Visited Links

I visited Rogers.com to check out my monthly wireless bill, but I took a bit to find the link. The ‘visited’ style, you see, was faded out. I’m not sure what frame of mind I was in, but for some reason I was taking them at face value, and considered the faded links to be unimportant. When I came out of my tired daze and scanned the list item by item, I found the link I was looking at before.

Links, then come in two varieties.

When you have a table of contents before (and/or at the beginning of each chapter of) a large page of text, or if you’ve got a series of items; for example, in a gallery, the links are items you’re ticking off, one by one. These links say, “You’ve already been here.”
The links at Rogers.com grey out when you click on them, as if to tell me that I’ve seen them, and they’re now unimportant. A user’s eyes easily skip over the grey text, so that they can more quickly scan through the list to find things they haven’t seen, yet.
These links might be called ‘search’ links, because you’re looking for different things, and rarely want to see the same link twice.

When you have a link to an application, on the other hand, or perhaps to a real-time info page, the links take you somewhere you’ll return to again and again. The links say, “Welcome back!”
These links are important, because you’re skipping past all the regular links to find them. Because of that, these ones need to stand out from the others. They don’t need to be more emphasized than the other links, but they do need to be different enough to be seen easily by the user as they scan. A different colour of the same luminosity could work.
These might be called ‘recurring’ links, because you go back to them time and again, and need to easily find it later.

I wonder if there are other types of links?

Tags: ,

2 Responses to “Visited Links”

  1. Mark Dykeman says:

    On a semi-related note, my WordPress theme used to change font color for links. After a few months of that, I decided to modify the theme to format them with underlines. It just seemed more logical: make everything underlined a hyperlink.

    I don’t think there’s really any possibilities other than the two you mentioned. But how about buttons that follow a hyperlink and take you to a different Web page?

  2. I’ve also seen some that use a dotted border-bottom, for other links.

    I’ve seen certain strategies for external links, including the use of padding-right and a background-image. I’ve also seen talks about rel=”external” or such, but I’m not sure if there were any plans to implement it.

    I’m just wondering whether rel=”search” or class=”search” would be better. It seems fairly important, to me, but I’m not sure if anyone else has ever noticed it.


▶ **Task requirements**
Each line of the data below from the one holding "This screenshot has width=826, height=356." to the one holding "In order to click on span: b.", inclusive, is to be reproduced exactly; no other line belongs in the answer.

Segment Start: Input data

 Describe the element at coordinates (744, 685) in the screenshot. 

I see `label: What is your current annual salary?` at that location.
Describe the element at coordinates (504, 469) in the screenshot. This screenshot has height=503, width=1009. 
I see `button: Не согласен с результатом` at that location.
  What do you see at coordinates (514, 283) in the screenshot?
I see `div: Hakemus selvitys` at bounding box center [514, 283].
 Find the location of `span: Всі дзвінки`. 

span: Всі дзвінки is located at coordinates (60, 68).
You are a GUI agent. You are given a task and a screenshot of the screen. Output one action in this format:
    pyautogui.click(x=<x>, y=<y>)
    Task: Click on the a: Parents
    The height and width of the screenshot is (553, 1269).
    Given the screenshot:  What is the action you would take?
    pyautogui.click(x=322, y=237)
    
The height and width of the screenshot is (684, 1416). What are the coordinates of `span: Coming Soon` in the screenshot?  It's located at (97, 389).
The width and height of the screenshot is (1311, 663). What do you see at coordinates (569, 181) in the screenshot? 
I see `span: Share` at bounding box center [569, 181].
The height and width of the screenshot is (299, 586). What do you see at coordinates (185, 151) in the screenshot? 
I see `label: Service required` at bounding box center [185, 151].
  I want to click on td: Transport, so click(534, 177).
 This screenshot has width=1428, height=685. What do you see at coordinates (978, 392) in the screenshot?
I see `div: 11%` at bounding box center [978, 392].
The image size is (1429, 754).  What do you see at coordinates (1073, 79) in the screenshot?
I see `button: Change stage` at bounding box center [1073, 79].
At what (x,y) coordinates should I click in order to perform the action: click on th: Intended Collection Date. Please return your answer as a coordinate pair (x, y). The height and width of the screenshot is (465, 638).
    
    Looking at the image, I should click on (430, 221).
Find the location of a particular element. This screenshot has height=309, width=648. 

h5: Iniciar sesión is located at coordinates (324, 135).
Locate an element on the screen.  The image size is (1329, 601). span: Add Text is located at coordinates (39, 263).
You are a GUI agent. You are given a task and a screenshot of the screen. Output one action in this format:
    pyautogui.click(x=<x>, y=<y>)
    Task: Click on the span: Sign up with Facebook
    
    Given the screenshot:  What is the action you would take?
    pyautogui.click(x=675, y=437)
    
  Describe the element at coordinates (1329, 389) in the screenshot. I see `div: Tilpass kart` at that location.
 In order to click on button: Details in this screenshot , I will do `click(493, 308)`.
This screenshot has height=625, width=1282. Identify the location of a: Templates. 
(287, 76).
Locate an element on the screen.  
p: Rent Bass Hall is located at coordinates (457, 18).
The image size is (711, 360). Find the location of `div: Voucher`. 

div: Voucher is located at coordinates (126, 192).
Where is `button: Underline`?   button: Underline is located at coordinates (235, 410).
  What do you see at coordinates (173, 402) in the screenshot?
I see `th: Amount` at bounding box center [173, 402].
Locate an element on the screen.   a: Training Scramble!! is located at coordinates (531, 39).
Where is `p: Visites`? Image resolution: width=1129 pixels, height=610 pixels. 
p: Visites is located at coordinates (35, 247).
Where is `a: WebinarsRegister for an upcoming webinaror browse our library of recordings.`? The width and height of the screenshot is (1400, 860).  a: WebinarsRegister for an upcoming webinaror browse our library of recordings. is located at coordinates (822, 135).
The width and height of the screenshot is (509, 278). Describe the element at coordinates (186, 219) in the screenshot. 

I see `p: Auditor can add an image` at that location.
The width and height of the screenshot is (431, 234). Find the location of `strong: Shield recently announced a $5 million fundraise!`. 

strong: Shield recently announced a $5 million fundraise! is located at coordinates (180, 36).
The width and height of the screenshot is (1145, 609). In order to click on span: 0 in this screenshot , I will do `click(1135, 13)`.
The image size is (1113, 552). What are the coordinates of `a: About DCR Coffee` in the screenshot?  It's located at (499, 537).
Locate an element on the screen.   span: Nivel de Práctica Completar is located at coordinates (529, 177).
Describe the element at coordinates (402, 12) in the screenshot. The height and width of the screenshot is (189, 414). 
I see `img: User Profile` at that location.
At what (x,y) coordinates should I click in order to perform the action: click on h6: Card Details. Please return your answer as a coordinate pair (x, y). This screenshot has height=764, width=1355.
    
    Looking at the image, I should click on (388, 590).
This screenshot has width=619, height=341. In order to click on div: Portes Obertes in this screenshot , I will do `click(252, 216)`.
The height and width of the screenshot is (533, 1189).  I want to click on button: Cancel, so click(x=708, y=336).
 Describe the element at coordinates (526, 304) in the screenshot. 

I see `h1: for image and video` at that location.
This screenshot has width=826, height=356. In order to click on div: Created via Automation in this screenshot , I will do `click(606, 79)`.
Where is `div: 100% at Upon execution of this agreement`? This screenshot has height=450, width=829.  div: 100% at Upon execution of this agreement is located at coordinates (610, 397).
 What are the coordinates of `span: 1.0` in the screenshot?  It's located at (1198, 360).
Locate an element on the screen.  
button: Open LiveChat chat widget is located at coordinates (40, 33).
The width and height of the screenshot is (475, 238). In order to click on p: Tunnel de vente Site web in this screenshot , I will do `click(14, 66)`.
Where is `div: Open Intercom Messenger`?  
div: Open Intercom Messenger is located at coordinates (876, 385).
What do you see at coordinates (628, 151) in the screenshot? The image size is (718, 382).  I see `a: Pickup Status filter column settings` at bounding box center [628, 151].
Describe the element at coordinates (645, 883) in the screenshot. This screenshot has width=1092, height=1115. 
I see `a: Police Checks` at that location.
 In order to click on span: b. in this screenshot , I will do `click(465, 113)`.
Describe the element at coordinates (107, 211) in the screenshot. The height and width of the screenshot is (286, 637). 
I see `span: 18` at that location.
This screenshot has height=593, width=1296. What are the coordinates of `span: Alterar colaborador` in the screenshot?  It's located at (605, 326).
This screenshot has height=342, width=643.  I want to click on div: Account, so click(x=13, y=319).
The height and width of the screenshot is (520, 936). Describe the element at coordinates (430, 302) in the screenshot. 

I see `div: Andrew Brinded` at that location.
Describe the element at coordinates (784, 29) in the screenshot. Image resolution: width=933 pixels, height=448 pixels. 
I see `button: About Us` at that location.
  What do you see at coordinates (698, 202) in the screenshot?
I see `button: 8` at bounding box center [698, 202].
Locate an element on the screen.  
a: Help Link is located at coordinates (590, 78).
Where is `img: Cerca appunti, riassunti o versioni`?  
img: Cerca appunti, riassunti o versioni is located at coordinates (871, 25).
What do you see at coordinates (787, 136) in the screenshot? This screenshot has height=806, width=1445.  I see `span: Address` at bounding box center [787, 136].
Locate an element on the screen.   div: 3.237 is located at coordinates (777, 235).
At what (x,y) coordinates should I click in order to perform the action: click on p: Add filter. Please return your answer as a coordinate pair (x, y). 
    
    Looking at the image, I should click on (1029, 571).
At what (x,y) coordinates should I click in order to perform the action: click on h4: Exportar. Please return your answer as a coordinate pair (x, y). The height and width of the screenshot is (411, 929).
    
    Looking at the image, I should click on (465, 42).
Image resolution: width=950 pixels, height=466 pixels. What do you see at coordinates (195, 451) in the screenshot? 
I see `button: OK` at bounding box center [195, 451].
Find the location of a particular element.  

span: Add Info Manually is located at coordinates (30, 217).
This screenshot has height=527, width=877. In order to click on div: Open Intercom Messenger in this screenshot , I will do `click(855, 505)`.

Segment End: Input data

▶ **Finished exercise**
This screenshot has width=826, height=356. In order to click on div: Created via Automation in this screenshot , I will do `click(606, 79)`.
Where is `div: 100% at Upon execution of this agreement`? This screenshot has height=450, width=829.  div: 100% at Upon execution of this agreement is located at coordinates (610, 397).
 What are the coordinates of `span: 1.0` in the screenshot?  It's located at (1198, 360).
Locate an element on the screen.  
button: Open LiveChat chat widget is located at coordinates (40, 33).
The width and height of the screenshot is (475, 238). In order to click on p: Tunnel de vente Site web in this screenshot , I will do `click(14, 66)`.
Where is `div: Open Intercom Messenger`?  
div: Open Intercom Messenger is located at coordinates (876, 385).
What do you see at coordinates (628, 151) in the screenshot? The image size is (718, 382).  I see `a: Pickup Status filter column settings` at bounding box center [628, 151].
Describe the element at coordinates (645, 883) in the screenshot. This screenshot has width=1092, height=1115. 
I see `a: Police Checks` at that location.
 In order to click on span: b. in this screenshot , I will do `click(465, 113)`.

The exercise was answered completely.